TFM Daily Market Summary 09-07-2023

CORN HIGHLIGHTS:

  • It was a very quiet session in the corn market on Thursday as prices traded on both sides of a narrow trading range to close just fractionally higher in the Dec corn futures. The market is looking for news and squaring positions going into next week’s USDA report on Tuesday.
  • Next week’s USDA report will be looking at crop production and likely making demand adjustments. Expectations are for yield to be lowered to 173.5 bushels/acre from 175.1 last month. The movement of demand may be the key to prices as reduced demand will likely keep the carryout projection for the marketing year relatively large, limiting price rallies. The market is concerned about a possible acre adjustment that could also increase the potential corn supply.
  • The USDA will release the last export sales report for the 2022-23 marketing year on Friday morning. The expectations for corn or old crop sales of  -200,000 to 100,000 MT and new crop sales of 400,000 to 1,000,000 MMT. Export demand remains lackluster and has limited price.
  • Corn prices have been trading in a sideways, consolidative pattern since mid-August. The narrowing, choppy pattern may be setting the market up for a break in either direction, likely triggered by the reaction to the report on Tuesday next week.

SOYBEAN HIGHLIGHTS:

  • Soybeans ended the day lower, erasing all gains made yesterday as trade remains rangebound. Soybean oil was down over 2.5% in the December contract with soybean meal lower but not by as much. Soybean oil has been pressured by lower palm oil.
  • Analysts are anticipating yields between 49 and 50 bpa, but the planting estimate of just 83.5 million acres could lead to an even tighter carryout unless the USDA finds more soybean acres on Tuesday.
  • Soybean export demand has remained active with another sale yesterday announced of 9.2 mb to unknown destinations. This brings new crop total sales to 526 mb, which is decent but still 370 mb lower than a year ago.
  • Soybeans on the Dalian exchange are trading at the equivalent of $18.80 a bushel, which is near the yearly highs and has spurred imports. China’s soybean imports for August were seen rising to 9.36 mmt which is up 31% from a year ago.

WHEAT HIGHLIGHTS

  • All three wheat classes ended the day lower, as traders began consolidating positions and taking profits from Wednesday’s gains ahead of Tuesday’s USDA September WASDE update.
  • Adding to the negative tone to the wheat markets, Matif wheat futures were lower again on slow EU and U.S. exports record setting Russian export pace. Although, the U.S. recently sold South Korea 88k mt of milling wheat for their flour mills for November/December shipment.
  • Russia continued its drone attacks on both the Black Sea and Danube River ports, damaging port and grain facility infrastructure, and injuring one person. This recent attack was the fourth such strike in five days.
  • Not many changes are expected in Tuesday’s WASDE update. The average trade guess for U.S. carryout is 614 mb, down 1 mb from last month, and the average guess for 23/24 world carryout is 265 mmt, 600k lower than last month.
  • Statistics Canada is also expected to release its July-23 stocks estimate tomorrow, with all wheat stocks expected to be near 4 mmt, up from last year’s 3.663 mmt.
  • While some of Wednesday’s strength could be attributed to the market adding war premium, concerns regarding dry conditions contributing to smaller Australian and Argentinian crops and too much rain affecting the quality of Brazil’s wheat also likely contributed.

DAIRY HIGHLIGHTS:

  • Class III futures held solid gains on Thursday led by 26 and 27-cent gains for the October and November contracts.
  • Spot cheese was unchanged on zero loads traded today while spot whey dropped a penny to $0.31/lb.
  • Class IV contracts were also higher as well with most holding solid, double-digit gains by the afternoon close. Both butter and powder gained a penny.
  • Total dairy exports for July were 212,194 metric tons, down 10% from July 2022 and down 4% from the month prior.
  • Cheese exports were down just 1% YoY at 36,778 metric tons vs. a drop of 19% between June 2022 and June 2023.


TASK BRIEF ▸ Copy out the records in full, word for word, without pictures.

Records from a dataset:
########

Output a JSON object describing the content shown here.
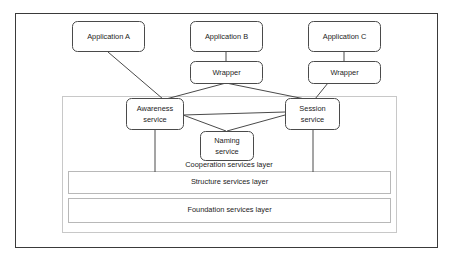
{
  "figure": {
    "background_color": "#ffffff",
    "frame_color": "#3a3a3a",
    "box_stroke_color": "#4a4a4a",
    "panel_stroke_color": "#c8c8c8",
    "layer_stroke_color": "#b8b8b8",
    "text_color": "#1c1c1c"
  },
  "applications": [
    {
      "id": "app-a",
      "label": "Application A"
    },
    {
      "id": "app-b",
      "label": "Application B"
    },
    {
      "id": "app-c",
      "label": "Application C"
    }
  ],
  "wrappers": [
    {
      "id": "wrapper-b",
      "label": "Wrapper"
    },
    {
      "id": "wrapper-c",
      "label": "Wrapper"
    }
  ],
  "services": [
    {
      "id": "awareness-service",
      "line1": "Awareness",
      "line2": "service"
    },
    {
      "id": "session-service",
      "line1": "Session",
      "line2": "service"
    },
    {
      "id": "naming-service",
      "line1": "Naming",
      "line2": "service"
    }
  ],
  "layers": [
    {
      "id": "cooperation-layer",
      "label": "Cooperation services layer"
    },
    {
      "id": "structure-layer",
      "label": "Structure services layer"
    },
    {
      "id": "foundation-layer",
      "label": "Foundation services layer"
    }
  ],
  "connections": [
    {
      "from": "app-a",
      "to": "awareness-service"
    },
    {
      "from": "app-b",
      "to": "wrapper-b"
    },
    {
      "from": "wrapper-b",
      "to": "awareness-service"
    },
    {
      "from": "wrapper-b",
      "to": "session-service"
    },
    {
      "from": "app-c",
      "to": "wrapper-c"
    },
    {
      "from": "wrapper-c",
      "to": "session-service"
    },
    {
      "from": "awareness-service",
      "to": "naming-service"
    },
    {
      "from": "awareness-service",
      "to": "session-service"
    },
    {
      "from": "session-service",
      "to": "naming-service"
    },
    {
      "from": "awareness-service",
      "to": "structure-layer"
    },
    {
      "from": "session-service",
      "to": "structure-layer"
    }
  ]
}
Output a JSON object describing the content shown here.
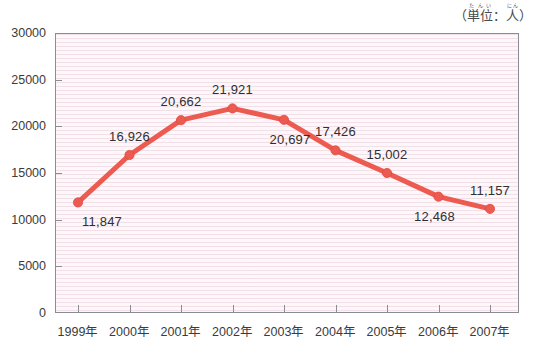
{
  "title": "",
  "unit_caption": {
    "open_paren": "（",
    "word1": "単位",
    "word1_ruby": "たんい",
    "colon": "：",
    "word2": "人",
    "word2_ruby": "にん",
    "close_paren": "）"
  },
  "colors": {
    "series": "#ec5a50",
    "series_dark": "#de4a42",
    "axis": "#8c8c94",
    "plot_background": "#fdf7fa",
    "plot_stripe": "#e9cddb",
    "text": "#3b3b3b"
  },
  "chart_data": {
    "type": "line",
    "title": "",
    "xlabel": "",
    "ylabel": "",
    "unit": "人",
    "categories": [
      "1999年",
      "2000年",
      "2001年",
      "2002年",
      "2003年",
      "2004年",
      "2005年",
      "2006年",
      "2007年"
    ],
    "values": [
      11847,
      16926,
      20662,
      21921,
      20697,
      17426,
      15002,
      12468,
      11157
    ],
    "value_labels": [
      "11,847",
      "16,926",
      "20,662",
      "21,921",
      "20,697",
      "17,426",
      "15,002",
      "12,468",
      "11,157"
    ],
    "label_positions": [
      "below",
      "above",
      "above",
      "above",
      "below",
      "above",
      "above",
      "below",
      "above"
    ],
    "ylim": [
      0,
      30000
    ],
    "ytick_values": [
      0,
      5000,
      10000,
      15000,
      20000,
      25000,
      30000
    ],
    "ytick_labels": [
      "0",
      "5000",
      "10000",
      "15000",
      "20000",
      "25000",
      "30000"
    ],
    "grid": false,
    "legend": false,
    "marker": "circle",
    "line_width": 5
  }
}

########

RESPONSE TO THE TASK ▸
Output a JSON object describing the content shown here.
{
  "figure": {
    "background_color": "#ffffff",
    "frame_color": "#3a3a3a",
    "box_stroke_color": "#4a4a4a",
    "panel_stroke_color": "#c8c8c8",
    "layer_stroke_color": "#b8b8b8",
    "text_color": "#1c1c1c"
  },
  "applications": [
    {
      "id": "app-a",
      "label": "Application A"
    },
    {
      "id": "app-b",
      "label": "Application B"
    },
    {
      "id": "app-c",
      "label": "Application C"
    }
  ],
  "wrappers": [
    {
      "id": "wrapper-b",
      "label": "Wrapper"
    },
    {
      "id": "wrapper-c",
      "label": "Wrapper"
    }
  ],
  "services": [
    {
      "id": "awareness-service",
      "line1": "Awareness",
      "line2": "service"
    },
    {
      "id": "session-service",
      "line1": "Session",
      "line2": "service"
    },
    {
      "id": "naming-service",
      "line1": "Naming",
      "line2": "service"
    }
  ],
  "layers": [
    {
      "id": "cooperation-layer",
      "label": "Cooperation services layer"
    },
    {
      "id": "structure-layer",
      "label": "Structure services layer"
    },
    {
      "id": "foundation-layer",
      "label": "Foundation services layer"
    }
  ],
  "connections": [
    {
      "from": "app-a",
      "to": "awareness-service"
    },
    {
      "from": "app-b",
      "to": "wrapper-b"
    },
    {
      "from": "wrapper-b",
      "to": "awareness-service"
    },
    {
      "from": "wrapper-b",
      "to": "session-service"
    },
    {
      "from": "app-c",
      "to": "wrapper-c"
    },
    {
      "from": "wrapper-c",
      "to": "session-service"
    },
    {
      "from": "awareness-service",
      "to": "naming-service"
    },
    {
      "from": "awareness-service",
      "to": "session-service"
    },
    {
      "from": "session-service",
      "to": "naming-service"
    },
    {
      "from": "awareness-service",
      "to": "structure-layer"
    },
    {
      "from": "session-service",
      "to": "structure-layer"
    }
  ]
}
Output a JSON object describing the content shown here.
{
  "title": "",
  "unit_caption": {
    "open_paren": "（",
    "word1": "単位",
    "word1_ruby": "たんい",
    "colon": "：",
    "word2": "人",
    "word2_ruby": "にん",
    "close_paren": "）"
  },
  "colors": {
    "series": "#ec5a50",
    "series_dark": "#de4a42",
    "axis": "#8c8c94",
    "plot_background": "#fdf7fa",
    "plot_stripe": "#e9cddb",
    "text": "#3b3b3b"
  },
  "chart_data": {
    "type": "line",
    "title": "",
    "xlabel": "",
    "ylabel": "",
    "unit": "人",
    "categories": [
      "1999年",
      "2000年",
      "2001年",
      "2002年",
      "2003年",
      "2004年",
      "2005年",
      "2006年",
      "2007年"
    ],
    "values": [
      11847,
      16926,
      20662,
      21921,
      20697,
      17426,
      15002,
      12468,
      11157
    ],
    "value_labels": [
      "11,847",
      "16,926",
      "20,662",
      "21,921",
      "20,697",
      "17,426",
      "15,002",
      "12,468",
      "11,157"
    ],
    "label_positions": [
      "below",
      "above",
      "above",
      "above",
      "below",
      "above",
      "above",
      "below",
      "above"
    ],
    "ylim": [
      0,
      30000
    ],
    "ytick_values": [
      0,
      5000,
      10000,
      15000,
      20000,
      25000,
      30000
    ],
    "ytick_labels": [
      "0",
      "5000",
      "10000",
      "15000",
      "20000",
      "25000",
      "30000"
    ],
    "grid": false,
    "legend": false,
    "marker": "circle",
    "line_width": 5
  }
}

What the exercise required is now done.